The New Petro-Villain

The BP oil disaster in the Gulf of Mexico is 100 days old, and now another company is competing for the spotlight as a major petro-villain.

The upstart is Enbridge Energy Partners L.P. — a U.S.-based subsidiary of the Canadian pipeline giant Enbridge Inc. — which is responsible for the recent accident in Michigan that has filled the Kalamazoo River with some 800,000 gallons of oil and shown that crude does not need to be offshore to cause serious environmental damage. The incident occurred only months after the company was warned that it was not properly monitoring corrosion.

Enbridge is no stranger to controversy, both because of its own performance problems, including a series of earlier spills, and its role in facilitating the distribution of oil produced in environmentally destructive situations such as the Alberta tar sands. This dubious track record is worth a closer look.

  • In January 2001 a seam failure on a pipeline near Enbridge’s Hardisty Terminal in Alberta spilled more than 1 million gallons of oil.
  • In July 2002 a 34-inch-diameter pipeline owned by Enbridge Energy Partners ruptured in northern Minnesota, contaminating five acres of wetland with about 250,000 gallons of crude oil.
  • In January 2003 about 189,000 gallons of crude oil spilled into the Nemadji River from the Enbridge Energy Terminal in Superior, Wisconsin. Fortunately, the river was frozen at the time, so damage was limited.
  • In 2004 the federal Pipeline and Hazardous Materials Safety Administration (PHMSA) proposed a fine of $11,500 against Enbridge Energy for safety violations found during inspections of pipelines in Illinois, Indiana and Michigan.
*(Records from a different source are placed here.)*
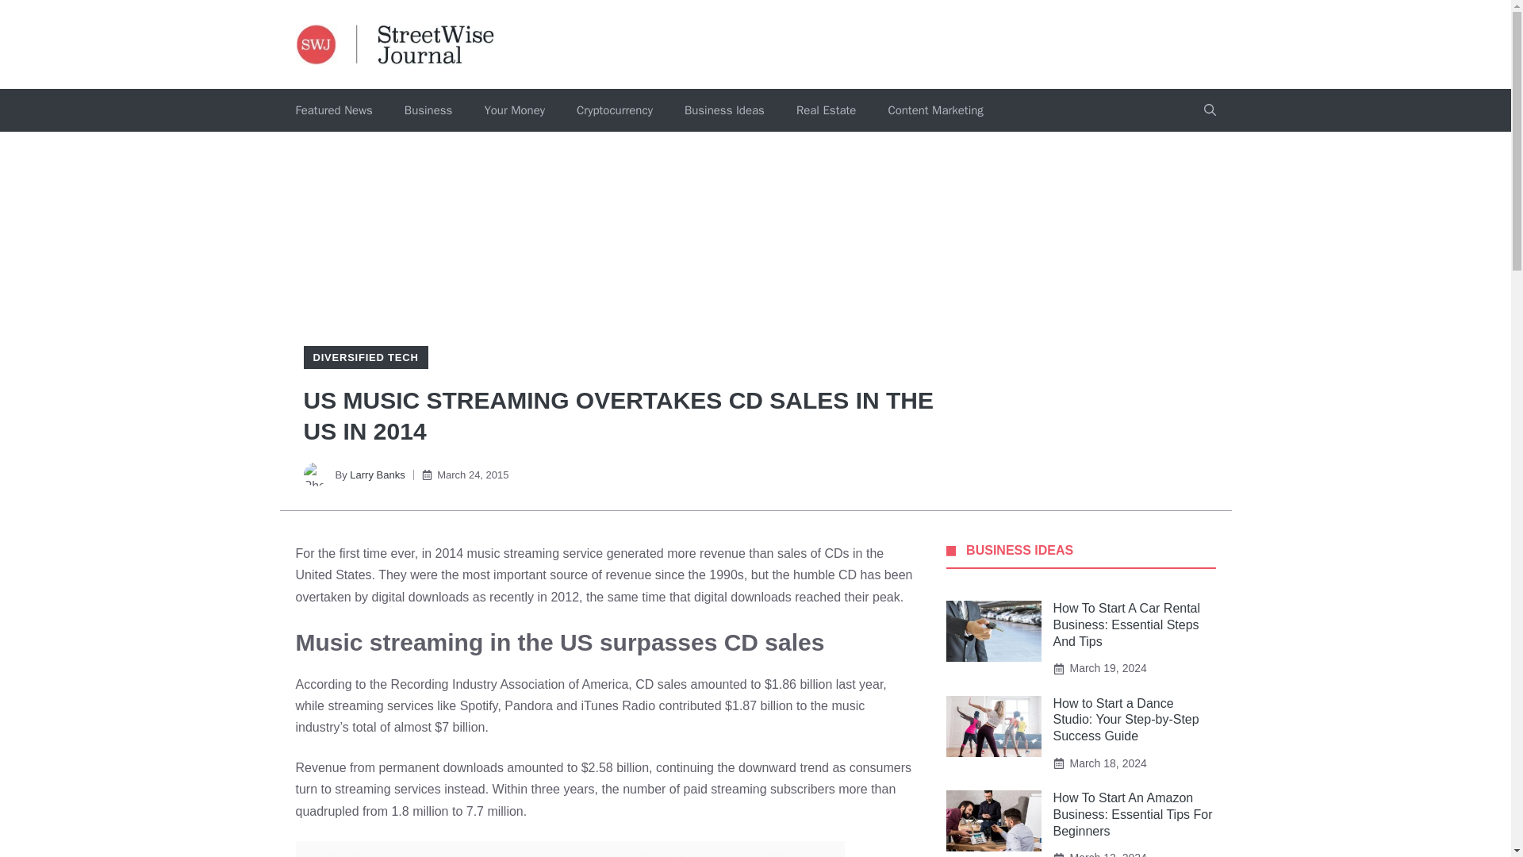 The height and width of the screenshot is (857, 1523). Describe the element at coordinates (934, 110) in the screenshot. I see `Content Marketing` at that location.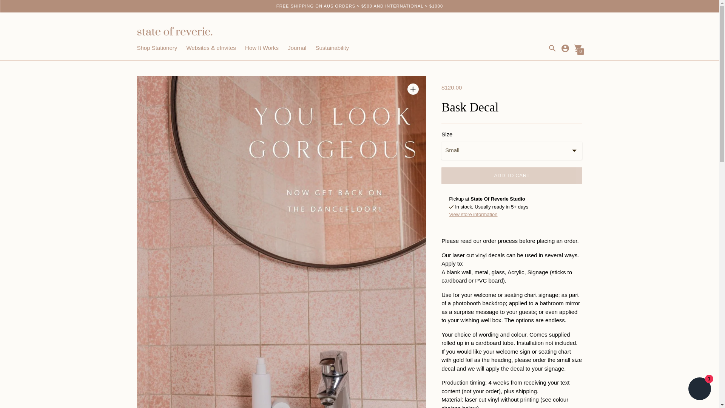 Image resolution: width=725 pixels, height=408 pixels. Describe the element at coordinates (700, 389) in the screenshot. I see `Shopify online store chat` at that location. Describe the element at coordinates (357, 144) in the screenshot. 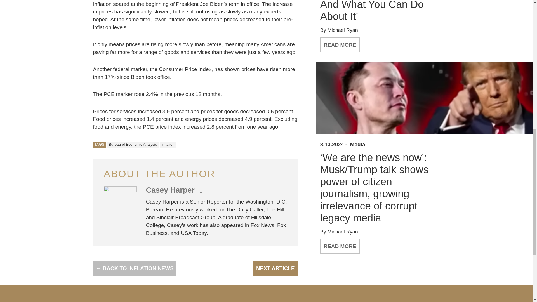

I see `Media` at that location.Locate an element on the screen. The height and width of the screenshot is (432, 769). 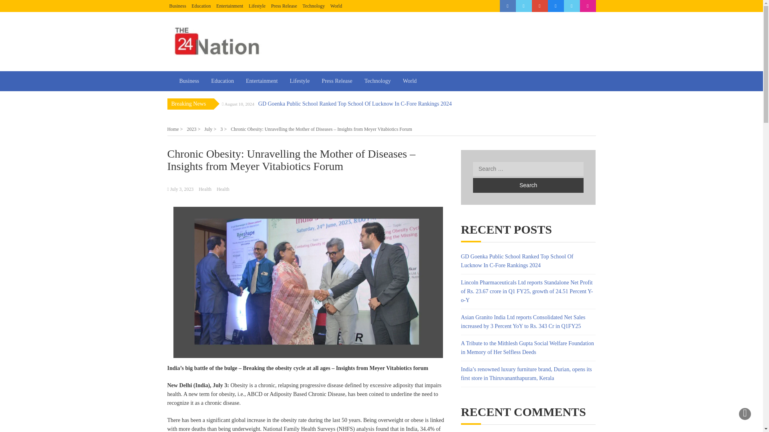
Home is located at coordinates (175, 129).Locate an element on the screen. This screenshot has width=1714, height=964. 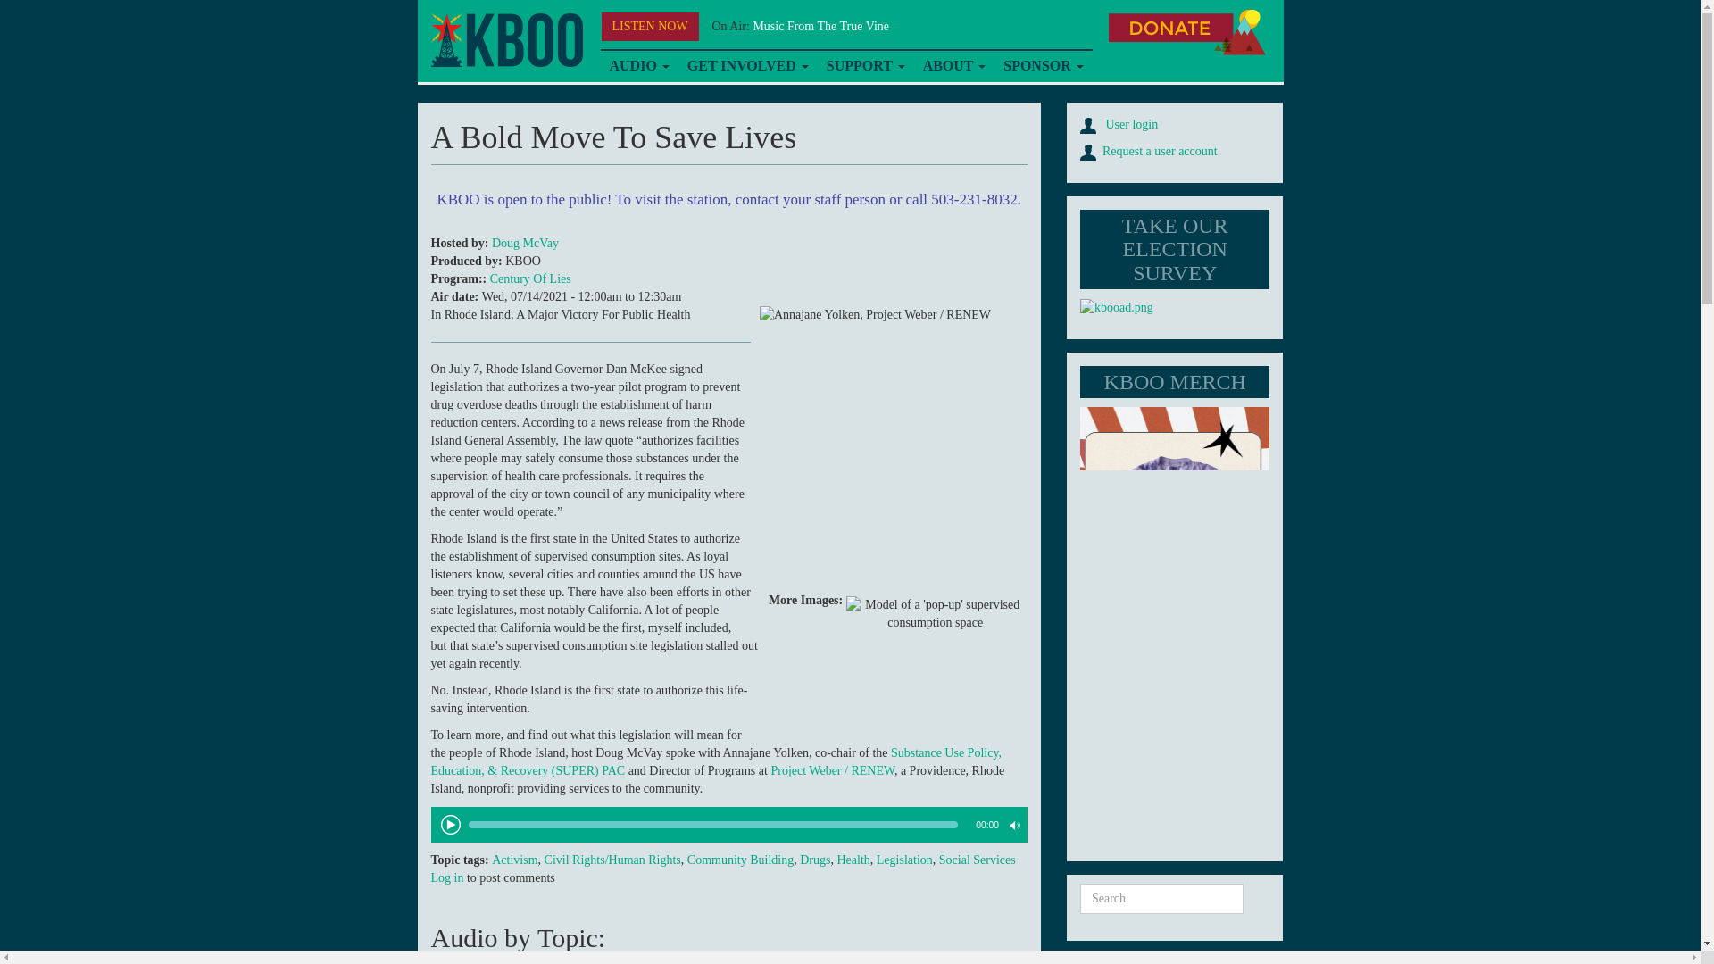
ABOUT is located at coordinates (954, 66). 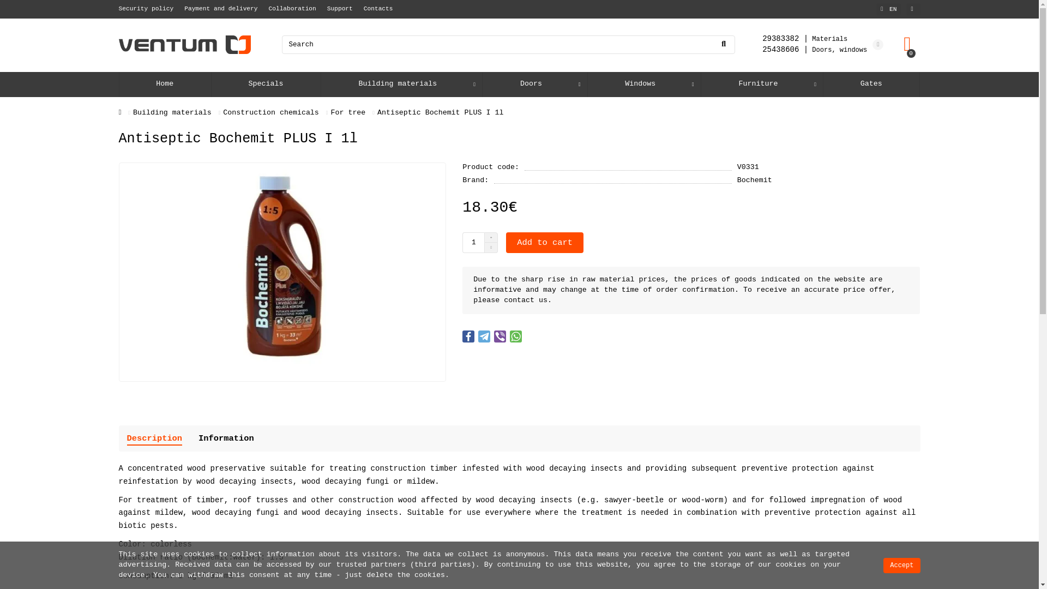 What do you see at coordinates (378, 8) in the screenshot?
I see `Contacts` at bounding box center [378, 8].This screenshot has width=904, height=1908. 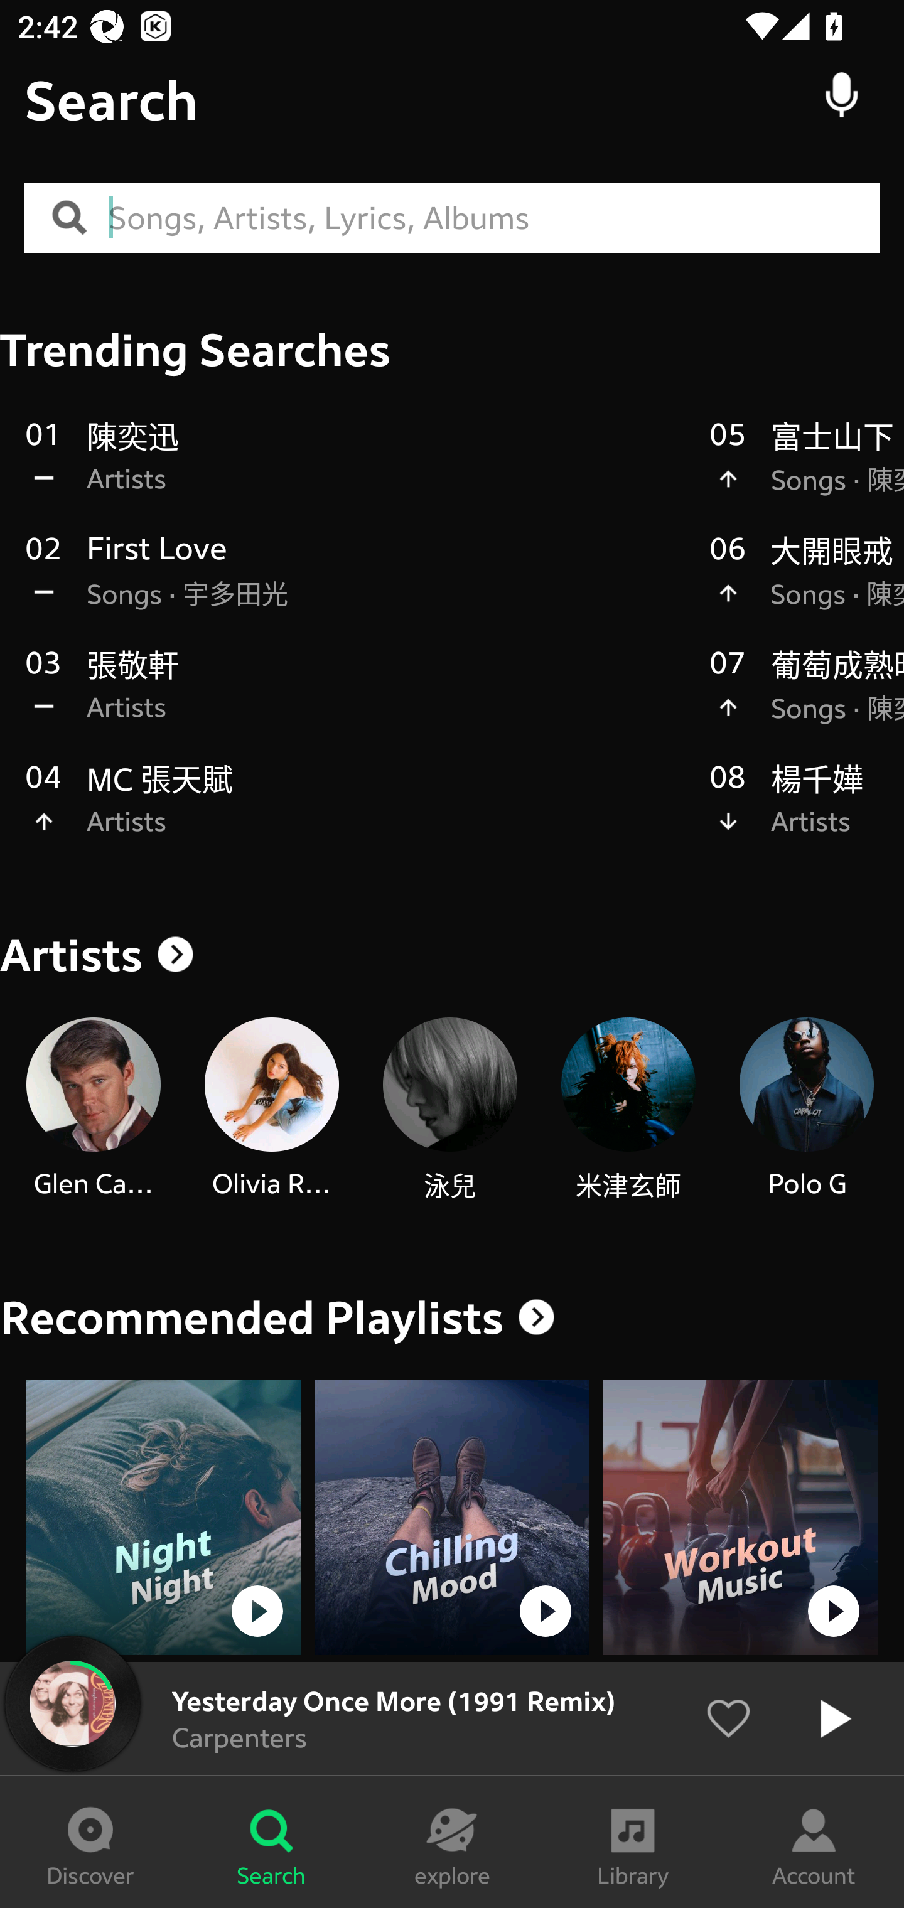 I want to click on 04 MC 張天賦 Artists, so click(x=355, y=812).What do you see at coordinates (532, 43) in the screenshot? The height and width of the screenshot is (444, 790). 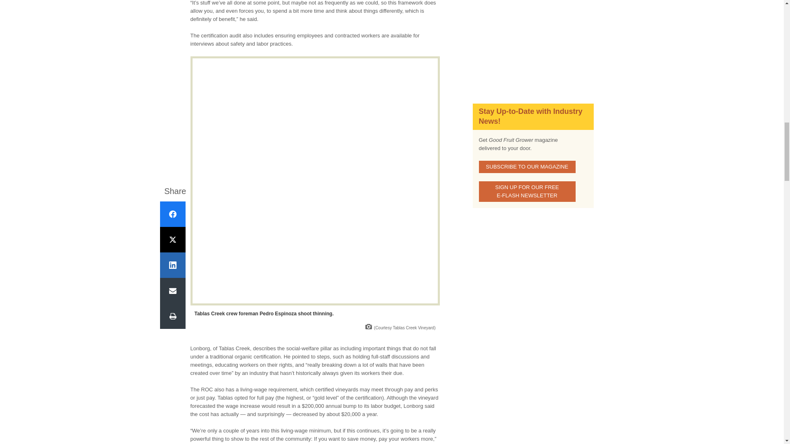 I see `3rd party ad content` at bounding box center [532, 43].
The penalty was later reduced to $5,000. In a parallel case involving Enbridge Pipelines operations in Minnesota, an initial penalty of $30,000 was revised to $25,000.
  • In January 2007 an Enbridge pipeline in Wisconsin spilled more than 50,000 gallons of crude oil onto a farmer’s field in Clark County. The following month another Enbridge spill in Wisconsin released 176,000 gallons of crude in Rusk County.
  • In November 2007 two workers were killed in an explosion that occurred at an Enbridge pipeline in Clearbrook, Minnesota. The PHMSA proposed a fine of $2.4 million for safety violations connected to the incident, but the case has not been resolved.
  • In 2008 the Wisconsin Department of Natural Resources charged Enbridge Energy with more than 100 environmental violations relating to the construction of a 320-mile pipeline across much of the state. The agency said that Enbridge workers illegally cleared and disrupted wooded wetlands and were responsible for other actions that resulted in discharging sediment into waterways. In January 2009 the company settled the charges by agreeing to pay $1.1 million in penalties.
  • In 2009 the PHMSA fined Enbridge Pipelines LLC-North Dakota $105,000 for a 2007 accident that released more than 9,000 gallons of crude oil.
  • In March 2010 the PHMSA proposed a fine of $28,800 against Enbridge Pipelines LLC for safety violations in Oklahoma; the case is not yet resolved.

Apart from its safety record, Enbridge is targeted by environmentalists for its role in transporting crude oil from the controversial tar sand operations of northeastern Alberta, which are regarded as one of the largest contributors to global warming as well as a major source of air and water pollution and forest destruction. Enbridge’s predecessor companies had some involvement in the tar sands as early as the 1970s. That role expanded greatly in the late 1990s, when Enbridge completed construction of an $800 million expansion of its pipeline system to bring tar sands oil to Eastern Canada and the U.S. Midwest. The pipeline initially served Suncor Energy, a spinoff of U.S.-based Sunoco that is now Canada’s largest petroleum company.

In recent years Enbridge has spent billions of dollars to expand its oil pipeline capacity, much of it dedicated to the tar sands industry. Enbridge is set to provide another boon to the tar sands producers with the opening later this year of its Alberta Clipper pipeline, which will carry more of the dirty crude to Superior, Wisconsin. It is also proceeding with its Northern Gateway Project, which involves the construction of parallel pipelines from the tar sands region to the western shore of British Columbia. Enbridge is partnering with PetroChina on that project.

Enbridge is also headed for more controversy in light of its announcement in March 2010 that it would develop a natural gas pipeline serving areas of Pennsylvania and nearby states where Marcellus Shale drilling is taking place. Those drilling activities have been the subject of numerous reports of drinking water contamination.

Like BP, Enbridge depicts itself as a strong proponent of corporate social responsibility. Also like BP, Enbridge illustrates how those noble sentiments are meaningless in the face of repeated acts of negligence and recklessness.